Saturday, May 13, 2006

If it Looks Like a Duck, Quacks Like A a Duck . . .

. . . but the AMA can't see or hear, than it must be a quack, right? I came across this interview with neurologist Dr. David Buchholz concerning migraines, and it contains some fantastic information about mis-use of current drug therapies, threshold levels and dietart/environmental triggers, and rebound headaches. While full of great information, I found this bit the most amusing:

Q: I have been diagnosed with cluster migraines, and I found no relief, despite heavy use of drugs and bills totaling $5,000. Then I attended acupuncture sessions from a local Chinese school of medicine. After three sessions I began to realize the timing and pain of my headaches were weakening. Today, I am headache free and have not taken anything out of my diet. My question: Why does Western medicine exclude the use of acupuncture? -- James Callender, Austin, Texas


As much as I'm glad you're doing well, and I occasionally hear similar stories, I'm unconvinced that acupuncture is the answer to headaches. I have no strong objection to trying it, except that I worry that going off in such a direction can distract a headache sufferer from successfully addressing what I see as the two key battles: avoiding rebound and reducing exposure to dietary triggers.

What tickles me about that comment is the assumption that, much like western approaches to medicine, and acupuncturist would look at the patient, say "oh, you have migraines," then administer a cookie-cutter treatment the same way an MD would pass out Imitrex or Topamax. Any acupuncturist worth their degree would investigate triggers, patterns, diet, exercise, ect. Last time I checked, that's what being holistic practitioner was all about - root and branch.

That one pet-peeve aside, the interview investigates some through-provoking questions and includes links to selected tables in the good Doctor's book "Heal Your Headache."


_TASK TO CARRY OUT_: All of the entries need to be repeated exactly. Leave nothing out.

_INFORMATION_:
———
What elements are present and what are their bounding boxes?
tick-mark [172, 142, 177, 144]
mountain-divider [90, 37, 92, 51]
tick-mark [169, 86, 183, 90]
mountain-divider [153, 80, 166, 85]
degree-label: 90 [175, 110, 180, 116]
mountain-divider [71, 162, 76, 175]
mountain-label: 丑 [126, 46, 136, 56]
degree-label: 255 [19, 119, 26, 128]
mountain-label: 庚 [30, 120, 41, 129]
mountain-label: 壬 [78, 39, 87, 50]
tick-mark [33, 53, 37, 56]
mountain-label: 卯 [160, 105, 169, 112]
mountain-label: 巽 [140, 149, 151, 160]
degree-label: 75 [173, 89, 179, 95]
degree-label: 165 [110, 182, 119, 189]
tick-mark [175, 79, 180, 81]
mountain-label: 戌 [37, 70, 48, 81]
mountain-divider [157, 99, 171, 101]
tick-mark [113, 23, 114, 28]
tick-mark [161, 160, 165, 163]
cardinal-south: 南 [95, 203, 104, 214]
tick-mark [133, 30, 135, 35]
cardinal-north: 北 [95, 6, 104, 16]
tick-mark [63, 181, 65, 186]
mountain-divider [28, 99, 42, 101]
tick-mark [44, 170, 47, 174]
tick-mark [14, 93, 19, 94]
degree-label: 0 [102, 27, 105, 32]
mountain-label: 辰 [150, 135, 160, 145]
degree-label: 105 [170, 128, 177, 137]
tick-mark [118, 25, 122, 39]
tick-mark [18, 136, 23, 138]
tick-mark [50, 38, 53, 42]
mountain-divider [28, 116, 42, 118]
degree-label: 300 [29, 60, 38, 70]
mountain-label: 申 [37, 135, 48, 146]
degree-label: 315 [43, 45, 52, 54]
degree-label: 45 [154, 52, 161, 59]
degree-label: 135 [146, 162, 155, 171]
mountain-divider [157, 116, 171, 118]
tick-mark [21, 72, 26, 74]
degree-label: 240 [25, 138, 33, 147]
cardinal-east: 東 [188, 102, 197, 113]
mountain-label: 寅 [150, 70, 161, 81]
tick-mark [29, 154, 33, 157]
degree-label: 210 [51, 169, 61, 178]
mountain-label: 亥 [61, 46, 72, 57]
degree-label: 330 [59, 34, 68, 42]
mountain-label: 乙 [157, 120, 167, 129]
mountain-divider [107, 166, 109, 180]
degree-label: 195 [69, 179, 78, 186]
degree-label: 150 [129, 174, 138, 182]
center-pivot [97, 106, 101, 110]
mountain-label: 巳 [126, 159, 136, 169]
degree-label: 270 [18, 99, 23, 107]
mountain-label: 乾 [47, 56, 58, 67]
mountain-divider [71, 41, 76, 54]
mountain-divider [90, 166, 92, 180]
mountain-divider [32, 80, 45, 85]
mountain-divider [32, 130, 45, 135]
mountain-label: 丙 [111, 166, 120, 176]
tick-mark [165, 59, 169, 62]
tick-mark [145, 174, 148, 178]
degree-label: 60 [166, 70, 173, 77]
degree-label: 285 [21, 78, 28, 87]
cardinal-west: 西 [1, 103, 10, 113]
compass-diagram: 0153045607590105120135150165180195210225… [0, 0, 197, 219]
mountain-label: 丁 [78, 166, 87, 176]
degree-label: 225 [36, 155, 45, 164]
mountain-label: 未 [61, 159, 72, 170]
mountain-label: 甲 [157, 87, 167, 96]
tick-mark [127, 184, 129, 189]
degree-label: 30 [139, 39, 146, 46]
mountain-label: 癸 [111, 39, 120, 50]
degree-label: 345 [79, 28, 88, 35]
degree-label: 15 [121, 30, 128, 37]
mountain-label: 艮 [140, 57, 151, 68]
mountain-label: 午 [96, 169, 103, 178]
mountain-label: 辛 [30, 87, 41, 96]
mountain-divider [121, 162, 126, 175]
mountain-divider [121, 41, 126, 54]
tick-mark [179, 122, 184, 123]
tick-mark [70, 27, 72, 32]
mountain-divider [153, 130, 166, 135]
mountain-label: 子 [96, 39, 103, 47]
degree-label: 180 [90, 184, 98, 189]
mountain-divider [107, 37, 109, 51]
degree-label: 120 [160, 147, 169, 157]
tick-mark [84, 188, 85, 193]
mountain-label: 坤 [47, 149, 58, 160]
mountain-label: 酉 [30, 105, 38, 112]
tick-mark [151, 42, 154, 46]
———
_ANSWER TO THIS TASK_:
What elements are present and what are their bounding boxes?
tick-mark [172, 142, 177, 144]
mountain-divider [90, 37, 92, 51]
tick-mark [169, 86, 183, 90]
mountain-divider [153, 80, 166, 85]
degree-label: 90 [175, 110, 180, 116]
mountain-divider [71, 162, 76, 175]
mountain-label: 丑 [126, 46, 136, 56]
degree-label: 255 [19, 119, 26, 128]
mountain-label: 庚 [30, 120, 41, 129]
mountain-label: 壬 [78, 39, 87, 50]
tick-mark [33, 53, 37, 56]
mountain-label: 卯 [160, 105, 169, 112]
mountain-label: 巽 [140, 149, 151, 160]
degree-label: 75 [173, 89, 179, 95]
degree-label: 165 [110, 182, 119, 189]
tick-mark [175, 79, 180, 81]
mountain-label: 戌 [37, 70, 48, 81]
mountain-divider [157, 99, 171, 101]
tick-mark [113, 23, 114, 28]
tick-mark [161, 160, 165, 163]
cardinal-south: 南 [95, 203, 104, 214]
tick-mark [133, 30, 135, 35]
cardinal-north: 北 [95, 6, 104, 16]
tick-mark [63, 181, 65, 186]
mountain-divider [28, 99, 42, 101]
tick-mark [44, 170, 47, 174]
tick-mark [14, 93, 19, 94]
degree-label: 0 [102, 27, 105, 32]
mountain-label: 辰 [150, 135, 160, 145]
degree-label: 105 [170, 128, 177, 137]
tick-mark [118, 25, 122, 39]
tick-mark [18, 136, 23, 138]
tick-mark [50, 38, 53, 42]
mountain-divider [28, 116, 42, 118]
degree-label: 300 [29, 60, 38, 70]
mountain-label: 申 [37, 135, 48, 146]
degree-label: 315 [43, 45, 52, 54]
degree-label: 45 [154, 52, 161, 59]
degree-label: 135 [146, 162, 155, 171]
mountain-divider [157, 116, 171, 118]
tick-mark [21, 72, 26, 74]
degree-label: 240 [25, 138, 33, 147]
cardinal-east: 東 [188, 102, 197, 113]
mountain-label: 寅 [150, 70, 161, 81]
tick-mark [29, 154, 33, 157]
degree-label: 210 [51, 169, 61, 178]
mountain-label: 亥 [61, 46, 72, 57]
degree-label: 330 [59, 34, 68, 42]
mountain-label: 乙 [157, 120, 167, 129]
mountain-divider [107, 166, 109, 180]
degree-label: 195 [69, 179, 78, 186]
degree-label: 150 [129, 174, 138, 182]
center-pivot [97, 106, 101, 110]
mountain-label: 巳 [126, 159, 136, 169]
degree-label: 270 [18, 99, 23, 107]
mountain-label: 乾 [47, 56, 58, 67]
mountain-divider [71, 41, 76, 54]
mountain-divider [90, 166, 92, 180]
mountain-divider [32, 80, 45, 85]
mountain-divider [32, 130, 45, 135]
mountain-label: 丙 [111, 166, 120, 176]
tick-mark [165, 59, 169, 62]
tick-mark [145, 174, 148, 178]
degree-label: 60 [166, 70, 173, 77]
degree-label: 285 [21, 78, 28, 87]
cardinal-west: 西 [1, 103, 10, 113]
compass-diagram: 0153045607590105120135150165180195210225… [0, 0, 197, 219]
mountain-label: 丁 [78, 166, 87, 176]
degree-label: 225 [36, 155, 45, 164]
mountain-label: 未 [61, 159, 72, 170]
mountain-label: 甲 [157, 87, 167, 96]
tick-mark [127, 184, 129, 189]
degree-label: 30 [139, 39, 146, 46]
mountain-label: 癸 [111, 39, 120, 50]
degree-label: 345 [79, 28, 88, 35]
degree-label: 15 [121, 30, 128, 37]
mountain-label: 艮 [140, 57, 151, 68]
mountain-label: 午 [96, 169, 103, 178]
mountain-label: 辛 [30, 87, 41, 96]
mountain-divider [121, 162, 126, 175]
mountain-divider [121, 41, 126, 54]
tick-mark [179, 122, 184, 123]
tick-mark [70, 27, 72, 32]
mountain-divider [153, 130, 166, 135]
mountain-label: 子 [96, 39, 103, 47]
degree-label: 180 [90, 184, 98, 189]
mountain-divider [107, 37, 109, 51]
degree-label: 120 [160, 147, 169, 157]
tick-mark [84, 188, 85, 193]
mountain-label: 坤 [47, 149, 58, 160]
mountain-label: 酉 [30, 105, 38, 112]
tick-mark [151, 42, 154, 46]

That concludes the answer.